OSINT methodology

The four-phase framework behind every rigorous open-source investigation — planning, collection, analysis, and reporting.

OSINT is not a set of tools. It is a discipline for turning publicly available information into defensible conclusions. The tools change every year; the methodology does not. Every serious open-source investigation — whether it lands in a newsroom, a court filing, a compliance memo, or a peer-reviewed paper — follows the same four phases.

The phases are sequential in spirit but iterative in practice. An analyst almost always loops back from collection to planning, from analysis to more collection, and from reporting to corroborating one last claim. What distinguishes rigorous work from a hunch dressed up as research is that the investigator knows which phase they are in, what it requires, and when it is done.

Read each phase page before starting your first real investigation.
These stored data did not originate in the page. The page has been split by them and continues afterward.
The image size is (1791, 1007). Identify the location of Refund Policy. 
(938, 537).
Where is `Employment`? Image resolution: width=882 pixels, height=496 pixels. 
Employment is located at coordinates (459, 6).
Then keep them open as a checklist while you work.

The four phases

  1. Phase 1 Planning Define the intelligence requirement, the audience for the output, and the legal and ethical guardrails before any collection begins.
  2. Phase 2 Collection Gather data from public sources, preserving provenance, timestamps, and hashes from the moment of acquisition.
  3. Phase 3 Analysis Corroborate findings, model alternative explanations, and test each claim against the evidence that would disprove it.
  4. Phase 4 Reporting Communicate what the evidence supports, mark what it does not, and preserve the chain back to every source cited.

Before you start

Read the ethics and legal framework. OSINT sits astride several bodies of law — computer misuse, data protection, defamation, privacy — and the rules differ by jurisdiction. The methodology assumes you know what you are allowed to do with the information you collect.

If you are working in a specific field, the domain guides translate each phase into the expectations of your profession. A journalist and a compliance officer both plan, collect, analyse, and report — but they answer to different editors.